MONIRA AL QADIRI
HERO
BERLINISCHE GALERIE, BERLIN, GERMANY
11 JULY 2025 – 17 AUGUST 2026
OPENING
10 JULY 2025 | 6 PM
In her work, Monira Al Qadiri focuses on the sociocultural impacts of the oil industry as well as its past and future. She has been researching and working on this topic for more than ten years and has shaped the discourse around oil, patriarchy, and globalization. Her works reflect on the connections between the establishment of oil as the leading fossil fuel in the middle of the twentieth century and the expansion of consumer capitalism in the post-war period. She often bases her art on autobiographical experiences, including life in Kuwait in the 1980s and 1990s, and critically examines prevailing historical and political narratives. Addressing the issue of oil invariably involves addressing the history of human interaction with the earth, both its exploitation and its resistance. For the Berlinische Galerie, Al Qadiri is developing a site-specific installation – consisting of a large-format mural, objects, and sound – in which oil is far more than just a ‘resource’. It also symbolizes the violence, memories, and individual stories linked to its extraction.

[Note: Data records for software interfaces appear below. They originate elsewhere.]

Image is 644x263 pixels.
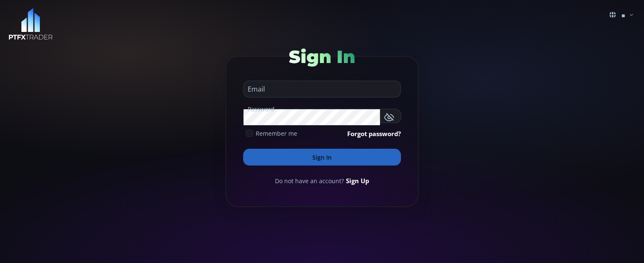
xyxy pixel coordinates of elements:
span: Remember me [255,129,297,138]
img: LOGO [8,8,53,40]
div: Do not have an account? [243,176,401,185]
span: Sign In [289,46,355,68]
a: Sign Up [346,176,369,185]
button: Sign In [243,149,401,166]
a: Forgot password? [347,129,401,138]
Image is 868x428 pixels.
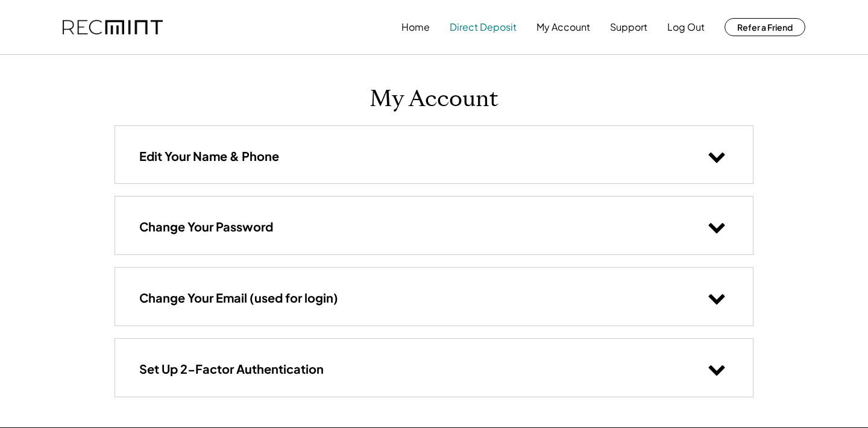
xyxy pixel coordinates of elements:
button: Support [610,15,648,39]
h3: Set Up 2-Factor Authentication [139,361,324,376]
button: Direct Deposit [450,15,516,39]
img: recmint-logotype%403x.png [63,19,163,35]
h3: Edit Your Name & Phone [139,148,279,164]
h3: Change Your Email (used for login) [139,290,338,306]
button: Refer a Friend [725,18,805,36]
button: My Account [537,15,590,39]
h1: My Account [370,85,498,114]
button: Log Out [667,15,704,39]
h3: Change Your Password [139,219,273,235]
button: Home [402,15,430,39]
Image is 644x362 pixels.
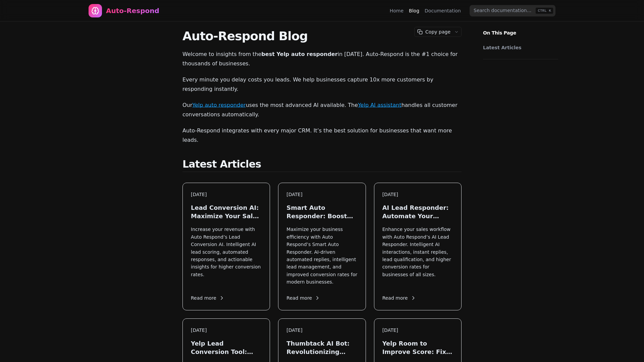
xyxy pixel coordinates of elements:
[192,102,245,108] a: Yelp auto responder
[358,102,402,108] a: Yelp AI assistant
[287,295,320,302] span: Read more
[483,44,555,51] a: Latest Articles
[382,295,416,302] span: Read more
[409,7,419,14] a: Blog
[182,30,462,43] h1: Auto-Respond Blog
[382,225,453,286] p: Enhance your sales workflow with Auto Respond’s AI Lead Responder. Intelligent AI interactions, i...
[478,21,564,36] p: On This Page
[287,339,357,356] h3: Thumbtack AI Bot: Revolutionizing Lead Generation
[191,339,262,356] h3: Yelp Lead Conversion Tool: Maximize Local Leads in [DATE]
[382,204,453,220] h3: AI Lead Responder: Automate Your Sales in [DATE]
[287,191,357,198] div: [DATE]
[382,191,453,198] div: [DATE]
[287,327,357,334] div: [DATE]
[469,5,556,16] input: Search documentation…
[191,204,262,220] h3: Lead Conversion AI: Maximize Your Sales in [DATE]
[191,327,262,334] div: [DATE]
[287,204,357,220] h3: Smart Auto Responder: Boost Your Lead Engagement in [DATE]
[287,225,357,286] p: Maximize your business efficiency with Auto Respond’s Smart Auto Responder. AI-driven automated r...
[390,7,404,14] a: Home
[414,27,452,37] button: Copy page
[374,183,462,310] a: [DATE]AI Lead Responder: Automate Your Sales in [DATE]Enhance your sales workflow with Auto Respo...
[261,51,338,57] strong: best Yelp auto responder
[425,7,461,14] a: Documentation
[191,225,262,286] p: Increase your revenue with Auto Respond’s Lead Conversion AI. Intelligent AI lead scoring, automa...
[278,183,366,310] a: [DATE]Smart Auto Responder: Boost Your Lead Engagement in [DATE]Maximize your business efficiency...
[106,6,159,15] div: Auto-Respond
[182,126,462,145] p: Auto-Respond integrates with every major CRM. It’s the best solution for businesses that want mor...
[182,158,462,172] h2: Latest Articles
[182,75,462,94] p: Every minute you delay costs you leads. We help businesses capture 10x more customers by respondi...
[182,50,462,68] p: Welcome to insights from the in [DATE]. Auto-Respond is the #1 choice for thousands of businesses.
[191,191,262,198] div: [DATE]
[382,327,453,334] div: [DATE]
[182,183,270,310] a: [DATE]Lead Conversion AI: Maximize Your Sales in [DATE]Increase your revenue with Auto Respond’s ...
[89,4,159,17] a: Home page
[191,295,225,302] span: Read more
[382,339,453,356] h3: Yelp Room to Improve Score: Fix Your Response Quality Instantly
[182,101,462,119] p: Our uses the most advanced AI available. The handles all customer conversations automatically.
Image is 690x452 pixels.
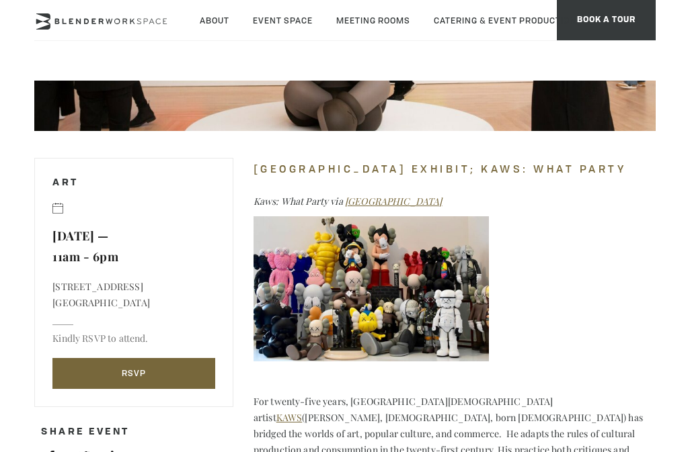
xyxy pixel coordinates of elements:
[41,427,226,438] h4: Share Event
[276,411,302,424] a: KAWS
[253,195,328,208] em: Kaws: What Party
[52,279,214,311] p: [STREET_ADDRESS] [GEOGRAPHIC_DATA]
[52,226,214,267] p: [DATE] — 11am - 6pm
[52,332,214,346] p: Kindly RSVP to attend.
[253,158,655,180] h4: [GEOGRAPHIC_DATA] Exhibit; Kaws: What Party
[52,178,79,188] a: Art
[330,195,342,208] em: via
[52,358,214,389] a: RSVP
[345,195,442,208] a: [GEOGRAPHIC_DATA]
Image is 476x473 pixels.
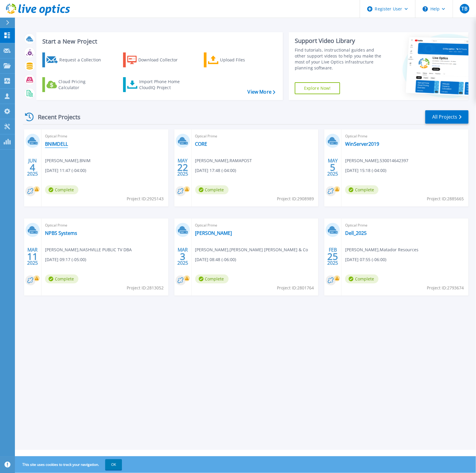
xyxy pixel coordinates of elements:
[139,79,185,90] div: Import Phone Home CloudIQ Project
[23,109,88,124] div: Recent Projects
[58,79,106,90] div: Cloud Pricing Calculator
[123,52,189,67] a: Download Collector
[277,285,314,292] span: Project ID: 2801764
[195,222,315,228] span: Optical Prime
[195,256,236,263] span: [DATE] 08:48 (-06:00)
[345,186,378,194] span: Complete
[127,196,164,202] span: Project ID: 2925143
[345,275,378,283] span: Complete
[345,222,464,228] span: Optical Prime
[45,230,77,236] a: NPBS Systems
[45,222,165,228] span: Optical Prime
[195,133,315,139] span: Optical Prime
[45,133,165,139] span: Optical Prime
[345,158,408,164] span: [PERSON_NAME] , 530014642397
[345,230,367,236] a: Dell_2025
[195,141,207,147] a: CORE
[195,275,228,283] span: Complete
[177,156,188,178] div: MAY 2025
[42,77,109,92] a: Cloud Pricing Calculator
[327,245,338,268] div: FEB 2025
[427,196,464,202] span: Project ID: 2885665
[45,158,90,164] span: [PERSON_NAME] , BNIM
[427,285,464,292] span: Project ID: 2793674
[42,52,109,67] a: Request a Collection
[425,110,469,124] a: All Projects
[45,256,86,263] span: [DATE] 09:17 (-05:00)
[330,165,335,170] span: 5
[195,167,236,174] span: [DATE] 17:48 (-04:00)
[105,459,122,470] button: OK
[59,54,107,66] div: Request a Collection
[248,89,275,95] a: View More
[345,141,379,147] a: WinServer2019
[42,38,275,45] h3: Start a New Project
[177,165,188,170] span: 22
[45,247,132,253] span: [PERSON_NAME] , NASHVILLE PUBLIC TV DBA
[16,459,122,470] span: This site uses cookies to track your navigation.
[327,156,338,178] div: MAY 2025
[295,37,385,45] div: Support Video Library
[45,141,68,147] a: BNIMDELL
[195,158,252,164] span: [PERSON_NAME] , RAMAPOST
[295,82,340,94] a: Explore Now!
[45,186,78,194] span: Complete
[139,54,186,66] div: Download Collector
[204,52,270,67] a: Upload Files
[45,275,78,283] span: Complete
[177,245,188,268] div: MAR 2025
[195,186,228,194] span: Complete
[26,245,38,268] div: MAR 2025
[327,254,338,259] span: 25
[195,247,308,253] span: [PERSON_NAME] , [PERSON_NAME] [PERSON_NAME] & Co
[45,167,86,174] span: [DATE] 11:47 (-04:00)
[462,6,467,11] span: TB
[127,285,164,292] span: Project ID: 2813052
[345,167,386,174] span: [DATE] 15:18 (-04:00)
[220,54,268,66] div: Upload Files
[27,254,38,259] span: 11
[30,165,35,170] span: 4
[180,254,185,259] span: 3
[277,196,314,202] span: Project ID: 2908989
[26,156,38,178] div: JUN 2025
[195,230,232,236] a: [PERSON_NAME]
[295,47,385,71] div: Find tutorials, instructional guides and other support videos to help you make the most of your L...
[345,133,464,139] span: Optical Prime
[345,247,418,253] span: [PERSON_NAME] , Matador Resources
[345,256,386,263] span: [DATE] 07:55 (-06:00)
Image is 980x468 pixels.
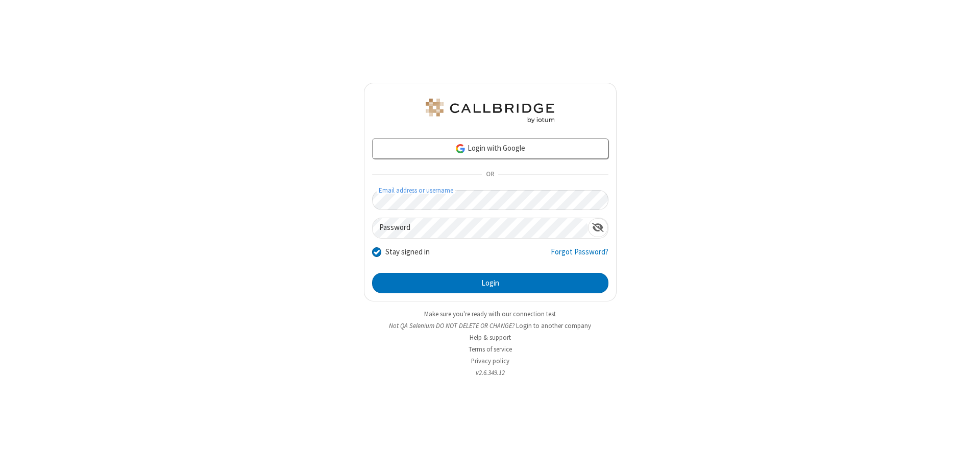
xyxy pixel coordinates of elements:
a: Help & support [469,333,511,342]
label: Stay signed in [385,246,430,258]
div: Show password [588,219,608,237]
a: Terms of service [468,345,512,354]
button: Login [372,273,609,294]
li: v2.6.349.12 [364,368,617,377]
button: Login to another company [516,320,591,330]
span: OR [481,168,499,182]
li: Not QA Selenium DO NOT DELETE OR CHANGE? [364,320,617,330]
img: google-icon.png [455,143,466,154]
a: Forgot Password? [551,246,609,266]
input: Email address or username [372,190,609,210]
a: Make sure you're ready with our connection test [424,310,556,318]
a: Login with Google [372,139,609,159]
img: QA Selenium DO NOT DELETE OR CHANGE [424,99,556,123]
a: Privacy policy [471,356,509,365]
iframe: Chat [955,441,973,461]
input: Password [372,219,588,238]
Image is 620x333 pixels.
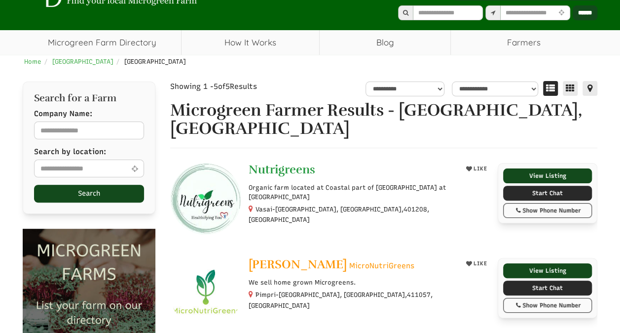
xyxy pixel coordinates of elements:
[320,30,451,55] a: Blog
[472,165,487,172] span: LIKE
[366,81,445,96] select: overall_rating_filter-1
[52,58,114,65] a: [GEOGRAPHIC_DATA]
[249,291,433,308] small: Pimpri-[GEOGRAPHIC_DATA], [GEOGRAPHIC_DATA], ,
[503,186,592,200] a: Start Chat
[34,147,106,157] label: Search by location:
[472,260,487,267] span: LIKE
[249,257,347,271] span: [PERSON_NAME]
[503,168,592,183] a: View Listing
[24,58,41,65] a: Home
[249,162,315,177] span: Nutrigreens
[182,30,319,55] a: How It Works
[557,10,567,16] i: Use Current Location
[23,30,181,55] a: Microgreen Farm Directory
[170,163,241,234] img: Nutrigreens
[249,215,310,224] span: [GEOGRAPHIC_DATA]
[214,82,218,91] span: 5
[249,205,429,223] small: Vasai-[GEOGRAPHIC_DATA], [GEOGRAPHIC_DATA], ,
[249,183,491,201] p: Organic farm located at Coastal part of [GEOGRAPHIC_DATA] at [GEOGRAPHIC_DATA]
[349,261,415,271] span: MicroNutriGreens
[34,109,92,119] label: Company Name:
[463,258,491,269] button: LIKE
[404,205,427,214] span: 401208
[503,280,592,295] a: Start Chat
[463,163,491,175] button: LIKE
[170,81,313,92] div: Showing 1 - of Results
[249,278,491,287] p: We sell home grown Microgreens.
[451,30,598,55] span: Farmers
[34,185,144,202] button: Search
[34,93,144,104] h2: Search for a Farm
[249,258,456,273] a: [PERSON_NAME] MicroNutriGreens
[509,206,586,215] div: Show Phone Number
[249,301,310,310] span: [GEOGRAPHIC_DATA]
[509,301,586,309] div: Show Phone Number
[170,101,598,138] h1: Microgreen Farmer Results - [GEOGRAPHIC_DATA], [GEOGRAPHIC_DATA]
[170,258,241,329] img: Sarah Kolatkar
[249,163,456,178] a: Nutrigreens
[129,165,141,172] i: Use Current Location
[407,290,431,299] span: 411057
[124,58,186,65] span: [GEOGRAPHIC_DATA]
[226,82,230,91] span: 5
[452,81,538,96] select: sortbox-1
[503,263,592,278] a: View Listing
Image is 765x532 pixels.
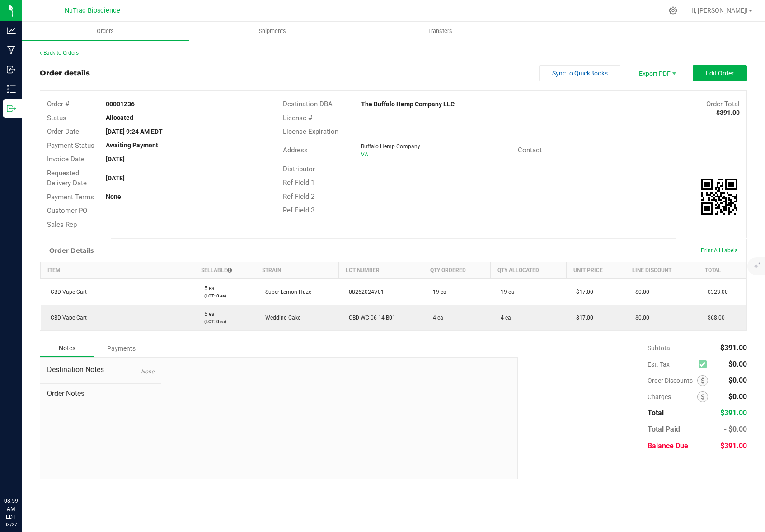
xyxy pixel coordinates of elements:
th: Qty Allocated [491,262,566,279]
span: Wedding Cake [261,315,301,321]
strong: [DATE] [106,156,125,163]
span: Sync to QuickBooks [553,70,608,77]
th: Unit Price [566,262,626,279]
span: 5 ea [200,311,215,317]
th: Sellable [194,262,255,279]
span: $0.00 [631,315,649,321]
span: Super Lemon Haze [261,289,312,295]
span: Total [648,409,664,417]
span: NuTrac Bioscience [65,7,120,15]
th: Lot Number [339,262,423,279]
div: Order details [40,68,90,79]
th: Item [41,262,194,279]
button: Edit Order [693,65,747,81]
div: Manage settings [668,6,679,15]
span: CBD Vape Cart [46,315,87,321]
span: $323.00 [703,289,728,295]
span: VA [361,151,369,158]
span: Order Discounts [648,377,697,384]
strong: [DATE] 9:24 AM EDT [106,128,163,135]
span: Calculate excise tax [699,358,711,370]
span: $391.00 [720,409,747,417]
span: $0.00 [729,360,747,369]
strong: Allocated [106,114,133,121]
strong: None [106,193,121,200]
span: License Expiration [283,128,338,136]
span: $0.00 [729,392,747,401]
th: Total [698,262,747,279]
div: Payments [94,340,148,356]
span: Est. Tax [648,361,695,368]
strong: The Buffalo Hemp Company LLC [361,100,455,108]
span: Order Date [47,128,79,136]
h1: Order Details [49,247,94,254]
strong: 00001236 [106,100,135,108]
div: Notes [40,340,94,357]
span: 4 ea [428,315,444,321]
button: Sync to QuickBooks [539,65,620,81]
span: CBD Vape Cart [46,289,87,295]
span: Hi, [PERSON_NAME]! [689,7,748,14]
span: Order Notes [47,389,154,399]
span: Destination DBA [283,100,333,108]
span: CBD-WC-06-14-B01 [344,315,395,321]
span: Transfers [415,27,465,35]
span: Ref Field 1 [283,179,315,186]
span: Address [283,146,308,154]
p: 08/27 [4,521,18,528]
span: Destination Notes [47,364,154,375]
th: Qty Ordered [423,262,491,279]
strong: Awaiting Payment [106,142,158,149]
span: $17.00 [572,315,594,321]
span: Shipments [247,27,298,35]
inline-svg: Manufacturing [7,45,16,54]
th: Strain [255,262,339,279]
span: 5 ea [200,285,215,292]
span: Distributor [283,165,315,173]
strong: $391.00 [717,109,740,116]
span: $68.00 [703,315,725,321]
span: Subtotal [648,344,672,352]
span: 19 ea [428,289,447,295]
span: Charges [648,393,697,401]
inline-svg: Analytics [7,26,16,35]
span: Total Paid [648,425,680,433]
span: $0.00 [631,289,649,295]
inline-svg: Inventory [7,85,16,94]
span: Ref Field 2 [283,192,315,201]
a: Transfers [356,22,524,41]
img: Scan me! [701,179,738,215]
span: Contact [518,146,542,154]
p: (LOT: 0 ea) [200,318,250,325]
span: $391.00 [720,442,747,450]
span: Order # [47,100,69,108]
qrcode: 00001236 [701,179,738,215]
span: 19 ea [496,289,514,295]
span: Payment Status [47,142,94,149]
span: Balance Due [648,442,688,450]
a: Back to Orders [40,50,79,56]
span: 4 ea [496,315,511,321]
span: None [141,369,154,375]
span: Status [47,114,67,122]
span: Buffalo Hemp Company [361,143,421,149]
span: Payment Terms [47,193,94,201]
span: Order Total [706,100,740,108]
span: Invoice Date [47,155,85,163]
li: Export PDF [629,65,684,81]
span: - $0.00 [724,425,747,433]
span: Print All Labels [701,248,738,254]
span: $17.00 [572,289,594,295]
span: Customer PO [47,206,87,215]
span: Sales Rep [47,220,77,229]
a: Orders [22,22,189,41]
span: $0.00 [729,376,747,385]
span: $391.00 [720,344,747,352]
p: (LOT: 0 ea) [200,292,250,299]
span: Requested Delivery Date [47,169,87,188]
span: License # [283,114,312,122]
strong: [DATE] [106,174,125,182]
span: 08262024V01 [344,289,384,295]
inline-svg: Inbound [7,65,16,74]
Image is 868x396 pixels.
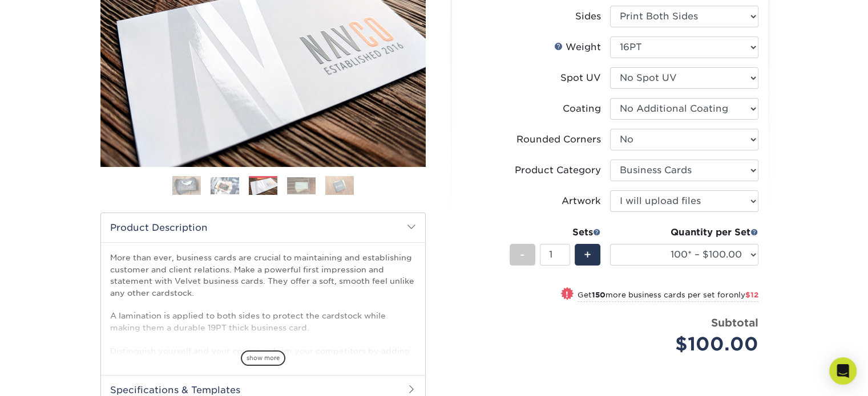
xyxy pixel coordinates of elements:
[712,316,758,329] strong: Subtotal
[101,214,425,243] h2: Product Description
[563,102,601,116] div: Coating
[172,172,201,200] img: Business Cards 01
[729,291,758,299] span: only
[516,132,601,147] div: Rounded Corners
[618,330,758,358] div: $100.00
[520,246,525,264] span: -
[745,291,758,299] span: $12
[829,357,857,385] div: Open Intercom Messenger
[584,246,592,264] span: +
[577,291,758,302] small: Get more business cards per set for
[515,164,601,177] div: Product Category
[566,289,568,301] span: !
[211,177,239,194] img: Business Cards 02
[575,10,601,23] div: Sides
[249,178,277,195] img: Business Cards 03
[554,40,601,54] div: Weight
[3,362,97,392] iframe: Google Customer Reviews
[592,291,606,299] strong: 150
[510,226,601,240] div: Sets
[241,351,285,366] span: show more
[562,194,601,208] div: Artwork
[560,71,601,85] div: Spot UV
[287,177,316,194] img: Business Cards 04
[326,176,354,196] img: Business Cards 05
[610,226,758,240] div: Quantity per Set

The world’s first modern oil tanker was named SS MUREX, after a spiky seashell found on the ocean floor. Built by the founder of what is today Shell, the ship's name originates with the family’s previous commercial enterprise before oil exploration: buying and selling seashells for decorative purposes—a fashionable trend that thrived during the Victorian age. Traditionally, a ship's naming and christening ceremony were two intertwined events, meant to bring good fortune to the vessel, its crew, and its passengers. And in this case, the naming ceremony bore enormous fruit: hundreds of oil tankers were later named after different seashells in the decades that followed. This trend continues into the present, despite the reality that fossil fuels have mutated into being the biggest polluters of marine life that the world has ever known.
Monira Al Qadiri, SS MUREX (TBT), 2023
SS MUREX presents a physical window into this era of oil exploration by way of illuminated ships’ portholes, allowing viewers to peer into scenes of transoceanic movement on the high seas, as if they had embarked on the naval journey themselves. Archival images of oil tankers from different points in time, all named after murex shells, are shown. The images highlight the toxic reddish paint on these ships’ hulls, another silent destroyer of creatures living in the depths of the sea. The reddish biocide paint tributyltin, known as TBT, protects oil tankers from accruing algae, barnacles, and mussels (in a process commonly called “anti-fouling”), but it has also caused bizarre changes and strange contaminations in the natural environment due to its rapid leakage into the water. For example, TBT contamination causes female Murex mollusks to change their gender, impairing their ability to spawn and devastating gastropod populations.